WHAT THE TASK REQUIRES: Reproduce what is written in the records below exactly, and leave out the images.

═══ EXTRACTED DATA ═══

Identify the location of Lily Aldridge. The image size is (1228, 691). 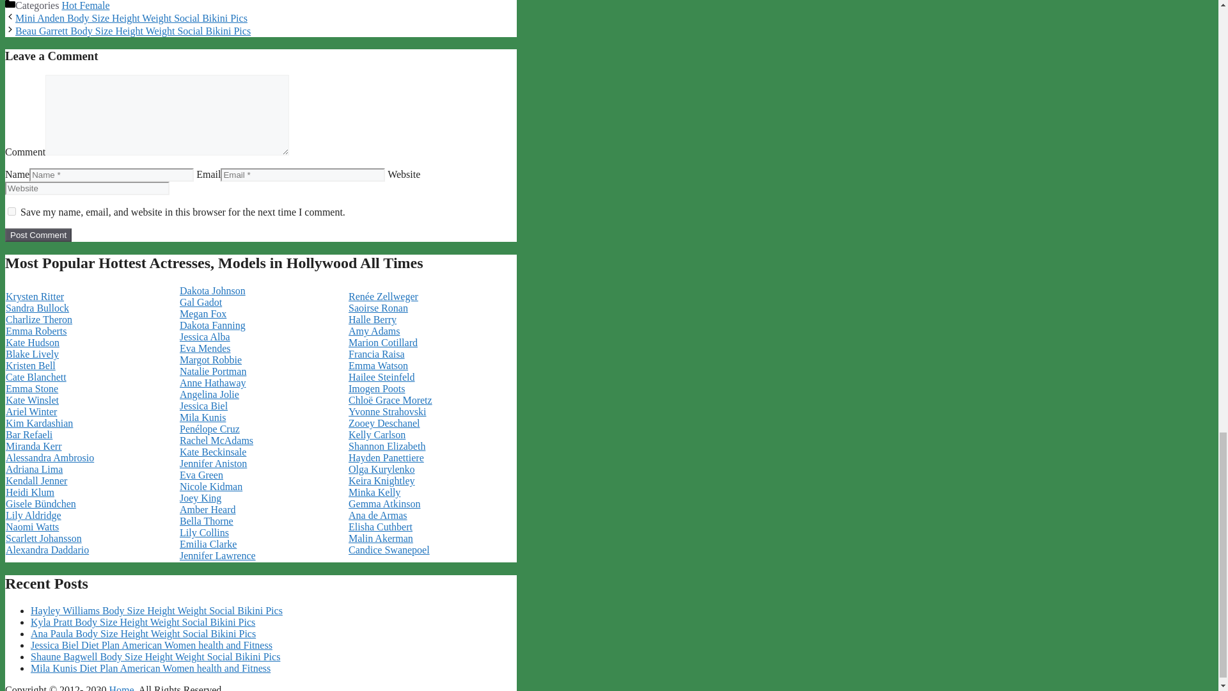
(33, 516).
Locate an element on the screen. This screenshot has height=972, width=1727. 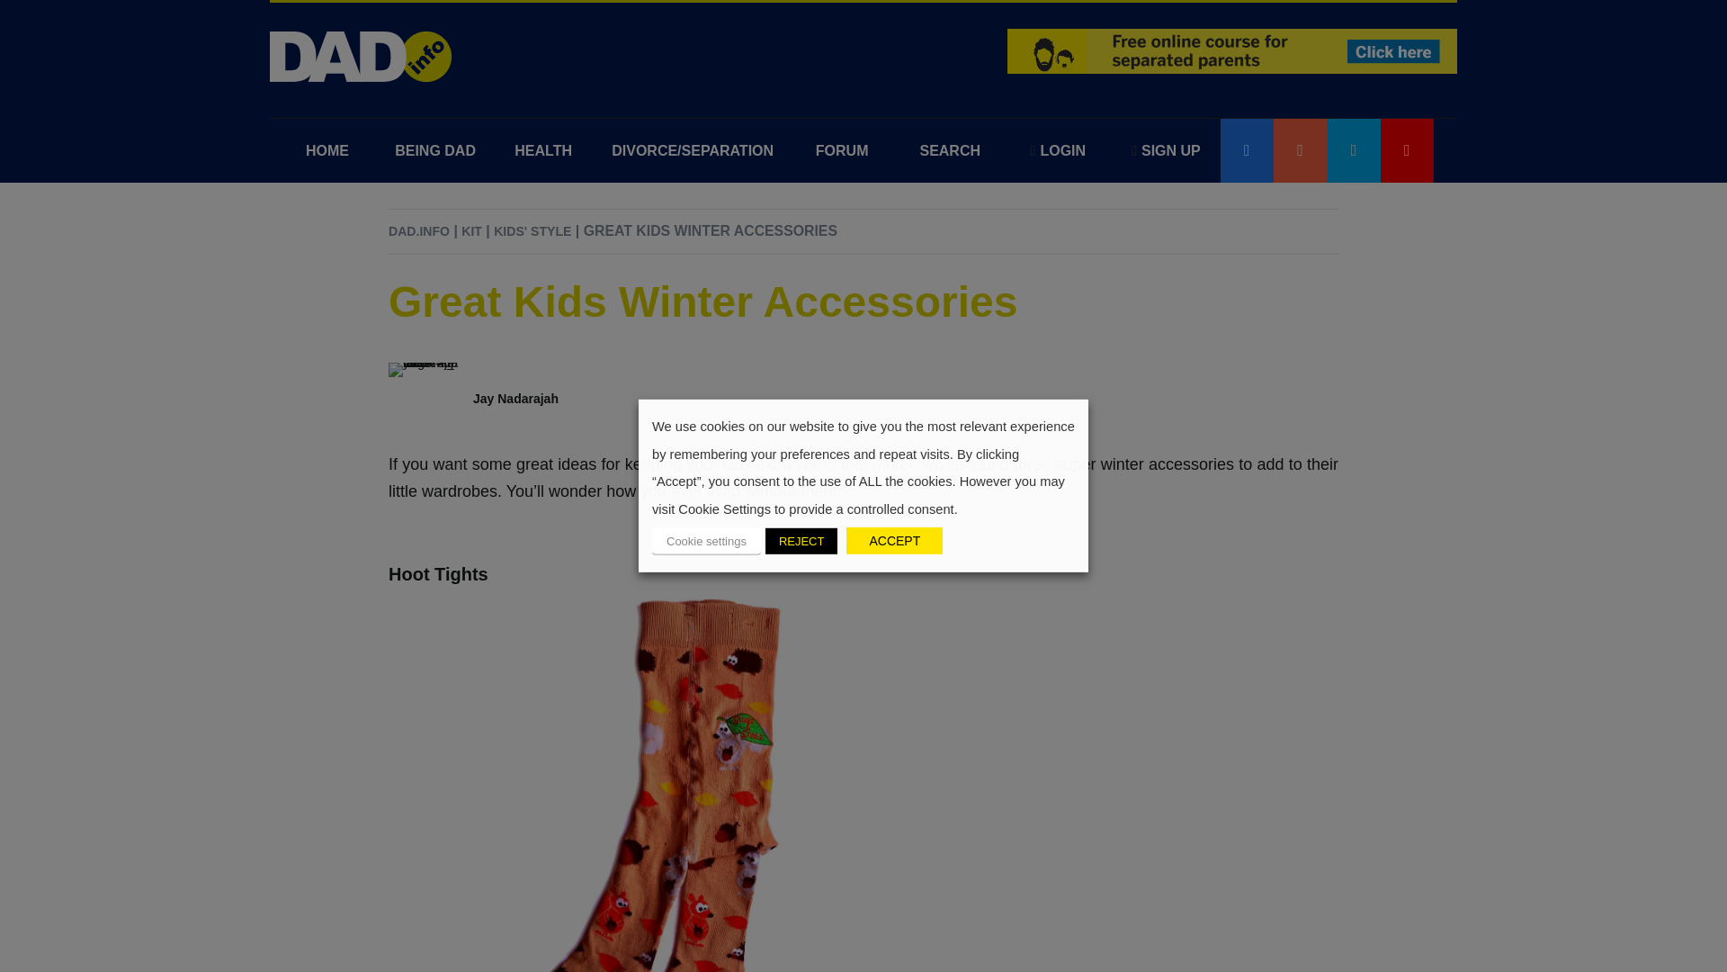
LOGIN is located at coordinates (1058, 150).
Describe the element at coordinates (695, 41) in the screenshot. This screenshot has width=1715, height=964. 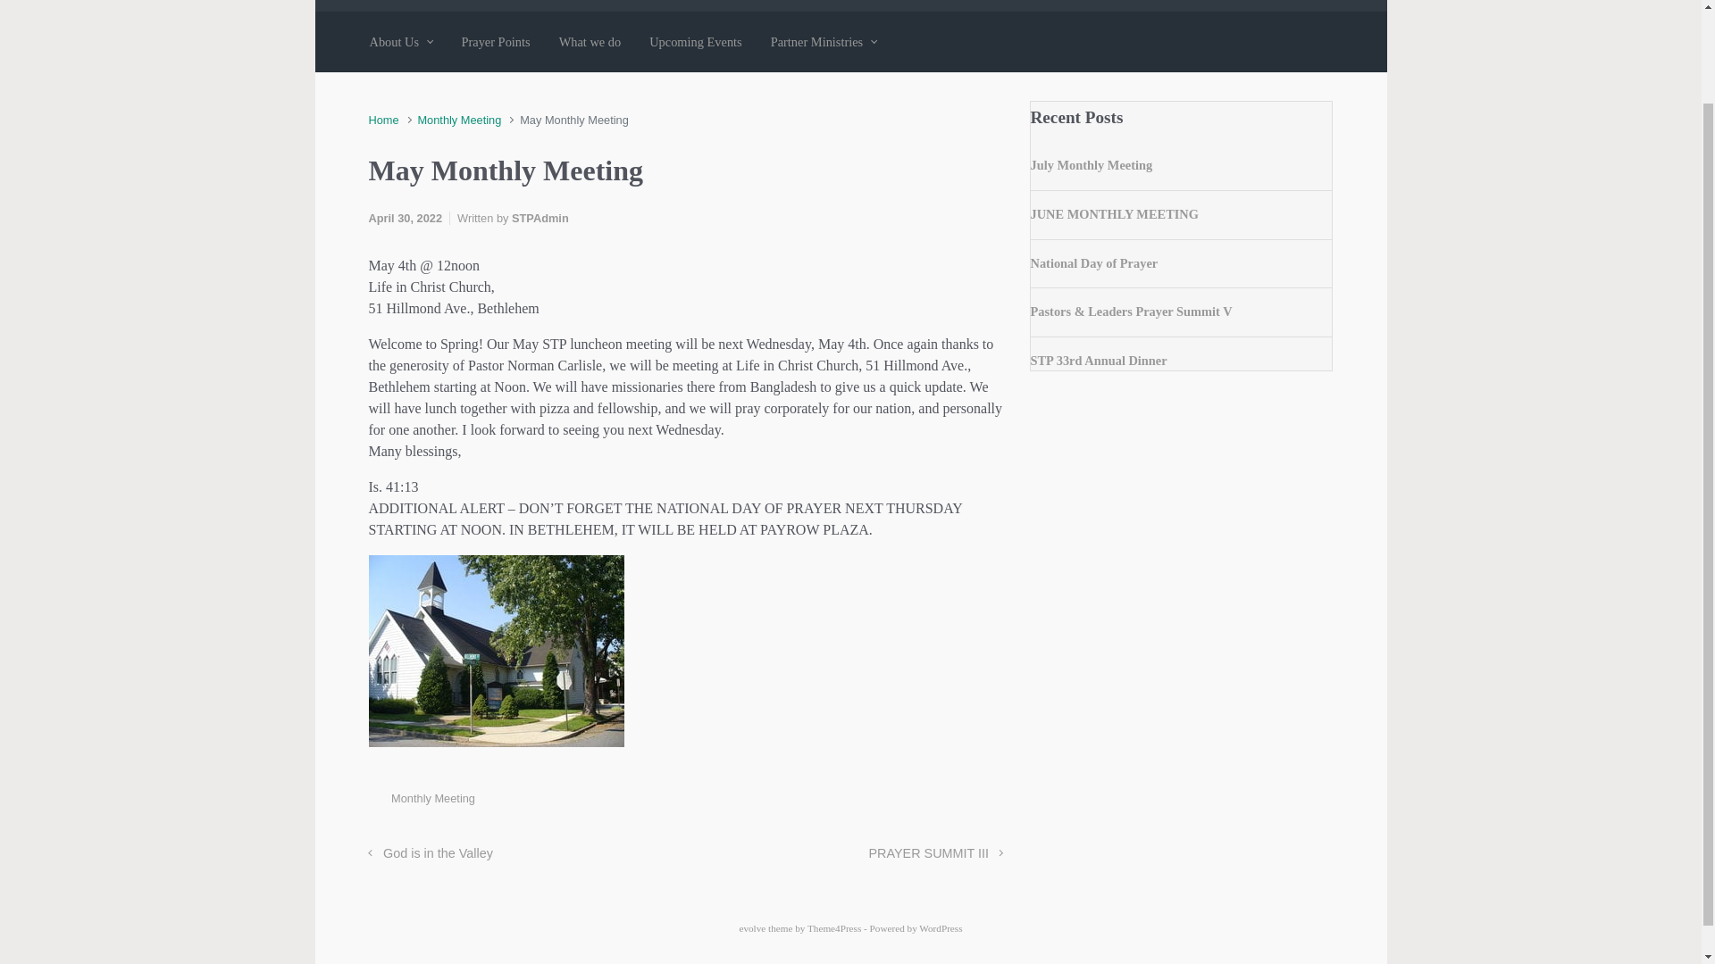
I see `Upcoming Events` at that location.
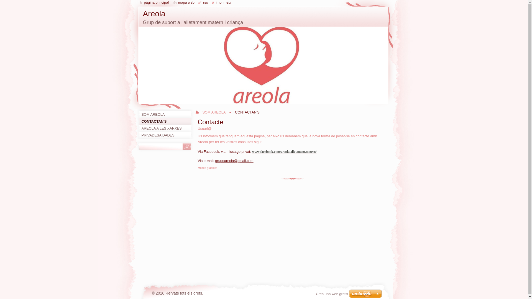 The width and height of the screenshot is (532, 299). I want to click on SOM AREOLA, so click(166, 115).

═══

THE ANSWER:
Identify the location of Lily Aldridge. The image size is (1228, 691). 
(33, 516).
Locate an element on the screen. This screenshot has height=972, width=1727. 
LOGIN is located at coordinates (1058, 150).
Describe the element at coordinates (695, 41) in the screenshot. This screenshot has width=1715, height=964. 
I see `Upcoming Events` at that location.
 The width and height of the screenshot is (532, 299). I want to click on SOM AREOLA, so click(166, 115).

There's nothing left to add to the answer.